EXERCISE DESCRIPTION
All lines from the one with "This screenshot has width=343, height=609." through the last line of the data below should be copied exactly; please add nothing.

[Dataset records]
= Beginning of Section =

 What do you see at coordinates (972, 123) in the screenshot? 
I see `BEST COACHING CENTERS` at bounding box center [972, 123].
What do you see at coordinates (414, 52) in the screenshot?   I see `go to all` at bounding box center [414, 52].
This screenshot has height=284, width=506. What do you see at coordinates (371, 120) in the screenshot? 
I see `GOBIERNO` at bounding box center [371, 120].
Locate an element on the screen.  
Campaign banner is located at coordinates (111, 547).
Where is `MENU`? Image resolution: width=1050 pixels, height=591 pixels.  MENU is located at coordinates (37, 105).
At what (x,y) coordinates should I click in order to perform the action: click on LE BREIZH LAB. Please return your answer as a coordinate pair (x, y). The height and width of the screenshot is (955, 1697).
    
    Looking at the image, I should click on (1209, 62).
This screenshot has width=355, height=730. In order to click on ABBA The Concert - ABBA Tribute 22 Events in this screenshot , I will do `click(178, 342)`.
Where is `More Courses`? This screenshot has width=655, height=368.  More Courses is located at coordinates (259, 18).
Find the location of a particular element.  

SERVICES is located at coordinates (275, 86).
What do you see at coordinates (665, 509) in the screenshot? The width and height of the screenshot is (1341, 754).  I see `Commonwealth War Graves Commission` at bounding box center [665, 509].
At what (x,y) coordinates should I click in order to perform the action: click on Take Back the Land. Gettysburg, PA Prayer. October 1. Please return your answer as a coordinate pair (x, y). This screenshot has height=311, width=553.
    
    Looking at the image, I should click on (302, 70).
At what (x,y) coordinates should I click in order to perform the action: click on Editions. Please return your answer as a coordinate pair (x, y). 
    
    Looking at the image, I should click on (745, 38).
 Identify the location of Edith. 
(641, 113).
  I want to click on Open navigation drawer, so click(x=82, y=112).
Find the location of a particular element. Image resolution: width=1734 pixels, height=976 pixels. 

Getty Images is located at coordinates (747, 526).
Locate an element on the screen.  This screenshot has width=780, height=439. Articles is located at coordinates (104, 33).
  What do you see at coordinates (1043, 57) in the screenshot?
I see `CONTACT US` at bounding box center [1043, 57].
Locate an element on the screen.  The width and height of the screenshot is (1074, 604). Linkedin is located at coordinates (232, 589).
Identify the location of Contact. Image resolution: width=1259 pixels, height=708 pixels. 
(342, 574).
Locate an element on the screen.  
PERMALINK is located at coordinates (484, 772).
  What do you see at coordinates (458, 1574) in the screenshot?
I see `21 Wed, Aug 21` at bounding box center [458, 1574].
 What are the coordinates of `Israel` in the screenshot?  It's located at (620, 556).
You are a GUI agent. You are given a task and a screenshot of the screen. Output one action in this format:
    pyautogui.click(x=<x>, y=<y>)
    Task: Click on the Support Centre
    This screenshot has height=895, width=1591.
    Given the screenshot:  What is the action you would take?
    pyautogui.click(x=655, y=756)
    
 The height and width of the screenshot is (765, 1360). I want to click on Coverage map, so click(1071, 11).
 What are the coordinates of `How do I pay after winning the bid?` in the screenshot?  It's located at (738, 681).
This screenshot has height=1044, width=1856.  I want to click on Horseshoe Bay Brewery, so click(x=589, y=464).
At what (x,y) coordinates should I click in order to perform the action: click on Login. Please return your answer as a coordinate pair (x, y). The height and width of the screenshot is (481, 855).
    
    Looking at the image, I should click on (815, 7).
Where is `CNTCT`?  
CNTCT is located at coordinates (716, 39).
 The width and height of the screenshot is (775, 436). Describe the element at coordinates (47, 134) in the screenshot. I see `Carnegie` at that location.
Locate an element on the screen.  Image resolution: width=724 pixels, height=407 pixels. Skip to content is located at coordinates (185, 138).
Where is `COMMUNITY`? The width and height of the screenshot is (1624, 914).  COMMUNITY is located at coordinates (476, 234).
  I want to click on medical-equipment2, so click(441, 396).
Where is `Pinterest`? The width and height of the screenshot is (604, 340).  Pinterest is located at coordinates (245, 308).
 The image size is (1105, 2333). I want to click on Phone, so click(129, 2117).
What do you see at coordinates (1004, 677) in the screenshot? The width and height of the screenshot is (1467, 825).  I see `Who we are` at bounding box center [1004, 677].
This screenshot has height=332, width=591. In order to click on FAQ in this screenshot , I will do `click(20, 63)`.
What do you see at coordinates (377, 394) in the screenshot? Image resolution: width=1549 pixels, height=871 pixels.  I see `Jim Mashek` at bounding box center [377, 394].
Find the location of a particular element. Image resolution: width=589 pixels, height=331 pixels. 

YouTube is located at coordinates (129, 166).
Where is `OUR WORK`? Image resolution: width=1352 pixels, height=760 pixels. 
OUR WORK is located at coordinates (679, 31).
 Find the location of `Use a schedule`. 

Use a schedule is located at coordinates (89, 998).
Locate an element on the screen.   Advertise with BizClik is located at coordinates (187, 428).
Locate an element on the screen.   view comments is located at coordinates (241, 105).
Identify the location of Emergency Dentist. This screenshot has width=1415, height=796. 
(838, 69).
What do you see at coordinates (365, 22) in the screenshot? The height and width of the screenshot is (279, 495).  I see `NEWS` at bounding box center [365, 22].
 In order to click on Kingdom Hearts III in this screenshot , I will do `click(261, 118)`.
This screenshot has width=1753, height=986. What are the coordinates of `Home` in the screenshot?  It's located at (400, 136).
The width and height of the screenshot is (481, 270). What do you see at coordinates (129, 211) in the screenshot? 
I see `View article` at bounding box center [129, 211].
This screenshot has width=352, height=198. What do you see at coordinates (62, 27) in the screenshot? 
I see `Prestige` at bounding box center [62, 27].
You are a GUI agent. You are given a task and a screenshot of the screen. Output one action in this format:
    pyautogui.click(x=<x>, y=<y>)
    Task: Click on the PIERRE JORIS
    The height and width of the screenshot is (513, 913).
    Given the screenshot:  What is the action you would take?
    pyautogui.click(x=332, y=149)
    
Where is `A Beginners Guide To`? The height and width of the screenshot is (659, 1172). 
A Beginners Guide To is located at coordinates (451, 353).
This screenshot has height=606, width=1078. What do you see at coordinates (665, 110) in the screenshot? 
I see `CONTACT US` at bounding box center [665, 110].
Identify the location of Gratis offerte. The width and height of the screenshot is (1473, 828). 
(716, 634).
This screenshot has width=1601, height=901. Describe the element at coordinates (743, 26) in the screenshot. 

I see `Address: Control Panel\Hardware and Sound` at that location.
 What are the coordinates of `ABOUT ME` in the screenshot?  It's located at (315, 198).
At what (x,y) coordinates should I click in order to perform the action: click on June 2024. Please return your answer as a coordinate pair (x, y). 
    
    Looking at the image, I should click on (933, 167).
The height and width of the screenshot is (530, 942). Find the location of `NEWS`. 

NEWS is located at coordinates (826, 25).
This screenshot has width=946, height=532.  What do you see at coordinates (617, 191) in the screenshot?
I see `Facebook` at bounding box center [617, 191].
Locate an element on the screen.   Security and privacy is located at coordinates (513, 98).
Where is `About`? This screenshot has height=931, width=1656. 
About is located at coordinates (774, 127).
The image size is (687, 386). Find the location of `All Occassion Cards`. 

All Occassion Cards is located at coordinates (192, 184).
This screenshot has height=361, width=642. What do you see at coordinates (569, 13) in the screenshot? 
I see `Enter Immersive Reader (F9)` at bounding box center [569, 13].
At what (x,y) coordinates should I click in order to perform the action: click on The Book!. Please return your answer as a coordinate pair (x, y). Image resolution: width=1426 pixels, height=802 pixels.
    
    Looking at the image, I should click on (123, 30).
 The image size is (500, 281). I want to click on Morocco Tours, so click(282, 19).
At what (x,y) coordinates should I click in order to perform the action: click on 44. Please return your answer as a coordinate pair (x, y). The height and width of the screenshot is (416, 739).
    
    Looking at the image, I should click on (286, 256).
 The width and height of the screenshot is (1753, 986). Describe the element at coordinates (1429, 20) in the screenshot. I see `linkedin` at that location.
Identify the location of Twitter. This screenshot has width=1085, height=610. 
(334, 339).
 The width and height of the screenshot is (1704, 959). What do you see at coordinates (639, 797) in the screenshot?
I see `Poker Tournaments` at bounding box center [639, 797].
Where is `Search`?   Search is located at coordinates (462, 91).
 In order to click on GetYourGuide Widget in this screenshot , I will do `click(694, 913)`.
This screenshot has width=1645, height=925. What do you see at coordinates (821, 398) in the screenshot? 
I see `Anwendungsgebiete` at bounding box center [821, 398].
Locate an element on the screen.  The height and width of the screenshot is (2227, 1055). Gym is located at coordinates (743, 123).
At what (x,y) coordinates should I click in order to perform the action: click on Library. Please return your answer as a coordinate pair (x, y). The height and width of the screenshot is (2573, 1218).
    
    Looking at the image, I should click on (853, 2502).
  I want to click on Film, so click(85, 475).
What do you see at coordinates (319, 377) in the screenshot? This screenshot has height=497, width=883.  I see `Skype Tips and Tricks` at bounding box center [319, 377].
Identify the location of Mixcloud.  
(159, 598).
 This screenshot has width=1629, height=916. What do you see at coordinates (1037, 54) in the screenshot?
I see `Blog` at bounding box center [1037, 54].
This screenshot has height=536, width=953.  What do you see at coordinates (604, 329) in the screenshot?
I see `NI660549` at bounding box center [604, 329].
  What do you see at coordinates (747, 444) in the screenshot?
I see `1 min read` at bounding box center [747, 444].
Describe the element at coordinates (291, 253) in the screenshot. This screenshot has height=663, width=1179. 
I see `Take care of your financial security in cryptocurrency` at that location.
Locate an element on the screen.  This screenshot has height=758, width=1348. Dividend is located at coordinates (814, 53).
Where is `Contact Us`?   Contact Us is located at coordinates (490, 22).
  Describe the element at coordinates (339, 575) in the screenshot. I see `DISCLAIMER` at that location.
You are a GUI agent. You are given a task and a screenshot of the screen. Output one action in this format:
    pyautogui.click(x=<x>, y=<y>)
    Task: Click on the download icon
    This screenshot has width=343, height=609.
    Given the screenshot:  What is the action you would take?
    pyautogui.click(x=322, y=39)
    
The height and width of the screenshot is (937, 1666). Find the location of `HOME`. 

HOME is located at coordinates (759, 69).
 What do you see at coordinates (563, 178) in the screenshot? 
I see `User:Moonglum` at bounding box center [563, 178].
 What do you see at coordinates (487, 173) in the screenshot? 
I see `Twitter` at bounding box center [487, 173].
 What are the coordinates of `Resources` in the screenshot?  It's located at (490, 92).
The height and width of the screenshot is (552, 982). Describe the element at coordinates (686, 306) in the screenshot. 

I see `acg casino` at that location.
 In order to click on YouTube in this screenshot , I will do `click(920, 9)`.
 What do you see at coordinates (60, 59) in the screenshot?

= End of Section =

WRITTEN SOLUTION
    This screenshot has width=343, height=609.
    Given the screenshot:  What is the action you would take?
    pyautogui.click(x=322, y=39)
    
The height and width of the screenshot is (937, 1666). Find the location of `HOME`. 

HOME is located at coordinates (759, 69).
 What do you see at coordinates (563, 178) in the screenshot? 
I see `User:Moonglum` at bounding box center [563, 178].
 What do you see at coordinates (487, 173) in the screenshot? 
I see `Twitter` at bounding box center [487, 173].
 What are the coordinates of `Resources` in the screenshot?  It's located at (490, 92).
The height and width of the screenshot is (552, 982). Describe the element at coordinates (686, 306) in the screenshot. 

I see `acg casino` at that location.
 In order to click on YouTube in this screenshot , I will do `click(920, 9)`.
 What do you see at coordinates (60, 59) in the screenshot?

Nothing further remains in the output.